This is the mail archive of the
gcc@gcc.gnu.org
mailing list for the GCC project.
Re: RFC: named address space support
On Tue, 15 Apr 2008, Ben Elliston wrote:
> Hi Mark
>
> > I'm not terribly familiar with this proposal.
>
> > Ben, to answer your original question, I don't think that lack of nested
> > address spaces is a fatal flaw, as long as the implementation otherwise
> > meets the spec, and as long as the implementation doesn't somehow make
> > it harder to add that. However, I'd like to know how final this
> > proposal is, and how likely it is to make the WG14 WP.
>
> According to:
> http://www.iso.org/iso/iso_catalogue/catalogue_tc/catalogue_detail.htm?csnumber=30822
>
> .. the embedded C proposal as of 2008-01-18 is at stage 90.92. This
> suggests that it's very close to being incorporated into the standard.
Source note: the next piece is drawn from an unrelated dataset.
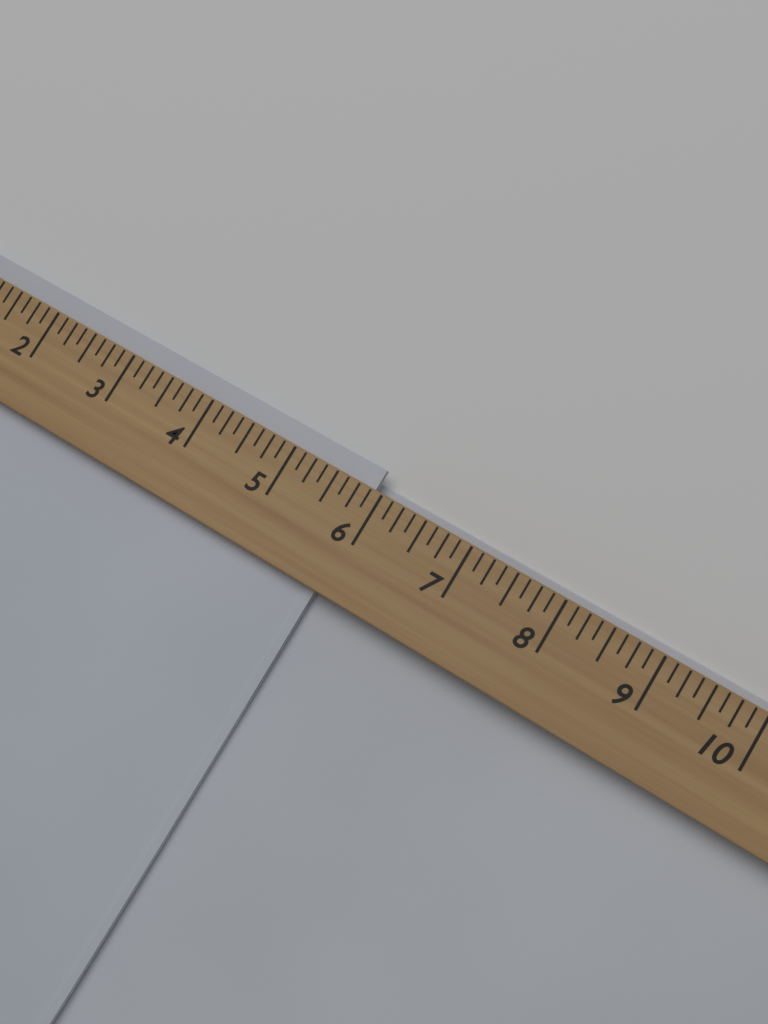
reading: 5.875 (no unit)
> Have I understood that correctly?
No. All it means is that TR 18037 is being revised, not anything to do
with the standard. This is a TR Type 2, not an IS, and remains a TR Type
2, not an IS. As I recall, for a long time WG14 had a revised version
fixing problems in the original TR, but trouble getting ISO to accept it;
all the status means is that ISO is now accepting the revised version for
publication. (This revised version is N1275, I think; that should be used
in place of N1169.)
ISO has nothing to do with whether TRs may be incorporated in the standard
in subsequent revisions. It may be involved if a standalone TR changes
into a standalone IS, as was proposed for the draft TR 24747 (special
mathematical functions), but I think that's the only TR related to ISO C
with such a proposal.
There is no C1x draft as yet (N1256, C99+TC1+TC2+TC3, is the base document
for the revision). I don't think it's been decided which TRs might end up
in the base C1x standard, though there's an Austin Group paper arguing
that TR 19769 (u"" and U"" strings) should remain a TR and not be included
in the standard.
I don't know what might be being decided at the Delft meeting right now.
The agenda has "Status of TR 18037" as an unnumbered item.
A TR Type 2 may be considered as indicating "if you want a feature to do
this, it may be a good idea to do it this way and so gain implementation
experience for future standardization". As such, I think it is reasonable
to continue to add features from such TRs to GCC, provided we understand
that they are experimental and may be changed incompatibly in future to
accord with future TR versions or changes in the course of inclusion in
the IS; that unlike actual language standards, we will not try to provide
options to support different versions of a TR in the same compiler
version. (The same applies to informative annexes in an IS, which may
have the same sort of content as a Type 2 TR, such as Annex G in C99.)